I’d try to be as unobtrusive as possible! The one I remember the most was at Warner Bros. when they were filming A Streetcar Named Desire. I got to sit in Vivien’s dressing room while my aunt interviewed her. And of course I adored her.

But I’ll tell you the one person in Hollywood who paid attention to me as a human being: Paulette Goddard.

I’m so pleased to hear that, because she’s one of my favorites, too.

What happened was, my aunt had a ranch up in Northridge. She used to spend the weekend there whenever she wasn’t working. Paulette Goddard and Charlie Chaplin were there one weekend, and I got to meet them. I adored Chaplin. I think the world of him, and I hate what our government did to him. That horrible man who was head of the FBI all but kicked him out of the country. But I think things worked out okay for him with Oona and their home in Switzerland.

So now that you’ve retired and moved away from Los Angeles, do you miss it at all?

No.

I’d guess the LA you grew up in is probably a long way from the LA of now.

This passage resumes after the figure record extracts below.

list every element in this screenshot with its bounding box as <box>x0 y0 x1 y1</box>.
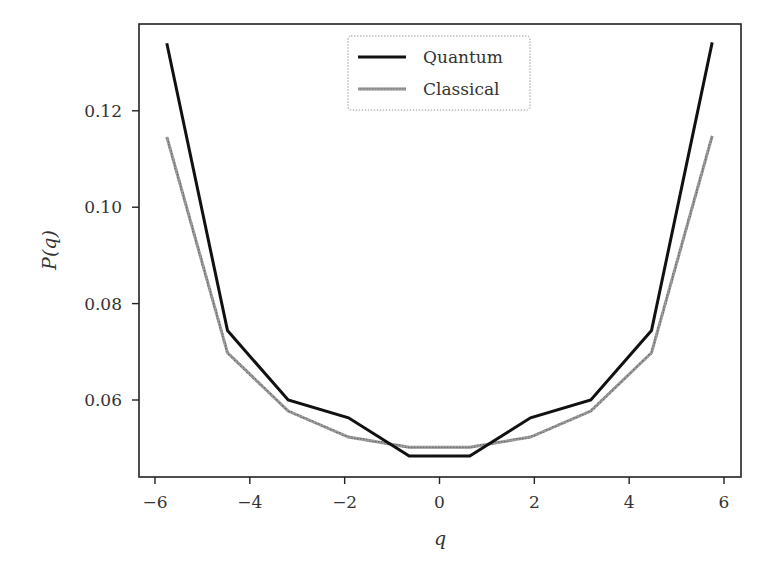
y-axis-ticks: 0.060.080.100.12 <box>84 101 139 410</box>
y-tick-label: 0.12 <box>84 101 122 121</box>
x-tick-label: −4 <box>237 492 262 512</box>
legend-label-quantum: Quantum <box>423 47 503 67</box>
x-tick-label: −2 <box>332 492 357 512</box>
x-tick-label: 0 <box>434 492 445 512</box>
x-tick-label: 6 <box>719 492 730 512</box>
y-axis-label: P(q) <box>38 230 60 271</box>
x-axis-ticks: −6−4−20246 <box>142 477 729 512</box>
x-tick-label: 4 <box>624 492 635 512</box>
x-tick-label: 2 <box>529 492 540 512</box>
x-axis-label: q <box>434 527 446 549</box>
y-tick-label: 0.06 <box>84 390 122 410</box>
line-chart: −6−4−20246 0.060.080.100.12 q P(q) Quant… <box>0 0 778 586</box>
series-line-classical <box>167 136 712 447</box>
x-tick-label: −6 <box>142 492 167 512</box>
legend: Quantum Classical <box>348 36 530 110</box>
legend-label-classical: Classical <box>423 79 500 99</box>
y-tick-label: 0.10 <box>84 197 122 217</box>
y-tick-label: 0.08 <box>84 294 122 314</box>
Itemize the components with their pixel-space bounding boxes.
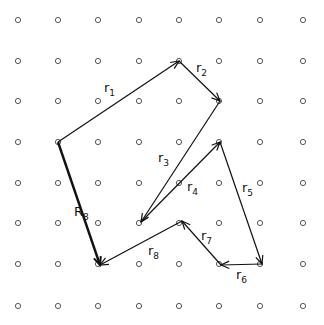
lattice-point [176,303,181,308]
lattice-point [216,220,221,225]
lattice-point [300,139,305,144]
lattice-point [300,58,305,63]
lattice-point [136,58,141,63]
vector-label: R8 [74,204,89,222]
lattice-point [15,220,20,225]
lattice-point [300,17,305,22]
lattice-point [55,261,60,266]
lattice-point [95,98,100,103]
lattice-point [136,180,141,185]
lattice-point [55,220,60,225]
lattice-point [300,180,305,185]
lattice-point [95,58,100,63]
lattice-point [15,58,20,63]
vector-r6-arrow [221,261,262,268]
lattice-point [55,303,60,308]
vector-label: r6 [236,267,247,285]
vector-r1-arrow [58,61,179,142]
lattice-point [257,139,262,144]
vector-r8-arrow [100,221,182,265]
lattice-point [257,58,262,63]
lattice-point [300,220,305,225]
lattice-point [15,261,20,266]
lattice-point [136,261,141,266]
lattice-point [55,17,60,22]
lattice-point [300,303,305,308]
lattice-point [136,17,141,22]
lattice-point [257,220,262,225]
lattice-point [216,17,221,22]
vector-label: r8 [148,243,159,261]
lattice-point [257,17,262,22]
lattice-point [95,303,100,308]
arrowhead-icon [170,61,179,69]
lattice-point [55,98,60,103]
lattice-point [176,98,181,103]
lattice-point [15,180,20,185]
lattice-point [95,220,100,225]
lattice-point [55,180,60,185]
lattice-point [136,139,141,144]
vector-label: r7 [201,228,212,246]
lattice-point [95,180,100,185]
vector-label: r3 [158,150,169,168]
lattice-point [95,139,100,144]
lattice-point [55,58,60,63]
vector-diagram: r1r2r3r4r5r6r7r8R8 [0,0,324,325]
vector-labels: r1r2r3r4r5r6r7r8R8 [74,60,253,285]
lattice-point [176,139,181,144]
vector-label: r4 [187,179,198,197]
vector-label: r5 [242,180,253,198]
lattice-point [136,98,141,103]
lattice-point [216,58,221,63]
vector-label: r2 [196,60,207,78]
lattice-point [95,17,100,22]
lattice-point [300,261,305,266]
vector-r5-arrow [220,142,263,264]
lattice-point [216,303,221,308]
lattice-point [216,180,221,185]
lattice-point [257,303,262,308]
lattice-point [300,98,305,103]
vector-label: r1 [104,80,115,98]
lattice-point [15,139,20,144]
lattice-point [257,98,262,103]
lattice-point [15,17,20,22]
lattice-point [136,303,141,308]
vector-r3-arrow [141,101,220,222]
lattice-point [257,180,262,185]
lattice-point [15,98,20,103]
vector-r4-arrow [141,142,220,222]
lattice-point [176,261,181,266]
lattice-point [176,17,181,22]
lattice-point [15,303,20,308]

There’s just no resemblance at all.

I think you’re one of the lucky people who got to experience LA and Hollywood at its peak. There are a lot of people who are likely to be reading this interview who are very jealous of you, Louella! Can I assume that you were named after your aunt?

Yes, I was. When my daughter was born, my aunt said, “Of course you’re going to name her Louella.” And I said, “Of course I’m not!” But I did compromise. Diana’s middle name is Louella.

Well, Louella, I want to thank you very much for taking the time to talk with me. It’s been wonderful. For someone like me who’s been reading and writing about this era for so long, it’s such a thrill to get to speak with somebody who experienced it first hand.

I’m so glad we had this opportunity. And I’m glad you’re doing what you’re doing. I can hardly wait for my first book of yours to arrive.

Well, see, now I’m getting a bit nervous because I’ve only written about it, but you actually experienced it. Louella pops up a lot in the first few books, so when you’ve read them, I’d love to hear if you think I’ve portrayed life back then accurately. You were there! You lived it!

I will let you know. It’s been a pleasure talking to you.

It’s been an absolute pleasure talking to you, too!

CODA – After a long and busy life, Louella passed away in her home on April 24th, 2018. She was 87 years old and was surrounded by her loving family until the end.